All this warms the cockles of my Dutch heart, of course, but it offers up the West as a caricature of sweetness and light, which is then contrasted not to specific places, like Somalia, Kenya or Saudi Arabia, but to the whole Muslim world. Because of this, Hirsi Ali tends to fly into a rage when the inhabitants of this Garden of Eden fail sufficiently to appreciate their good fortune. Europeans who argue, for example, that Muslims might feel more at home in the West if we offered a modicum of respect for their religion, instead of insulting them at every turn, are "stupid" or worse, for it is indeed Hirsi Ali's holy mission to "wake these people up," to convince us that the justification for 9/11 was "the core of Islam," and the "inhuman act of those 19 hijackers" its "logical outcome."

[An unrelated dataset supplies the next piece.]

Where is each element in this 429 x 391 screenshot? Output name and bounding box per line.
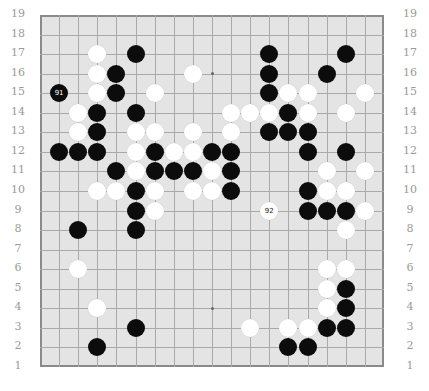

There is no doubt that many Islamic societies, especially in the Middle East, are in deep trouble for many reasons: political, historical, social, economic and religious. Revolutionary Islamism is seen by a growing number of Muslims as the only answer to failed secular dictatorships and corrupt, oil-rich elites, as well as to the economic and military domination of the United States. And European Muslims, often confused and alienated, feel its fatal attraction. Hirsi Ali is quite right that this force must be resisted. Enlightened reform of religious practices that clash with liberal democratic freedoms is necessary. But much though I respect her courage, I'm not convinced that Ayaan Hirsi Ali's absolutist view of a perfectly enlightened West at war with the demonic world of Islam offers the best perspective from which to get this done.

Ian Buruma is the Henry Luce professor at Bard College. His latest book is "Murder in Amsterdam."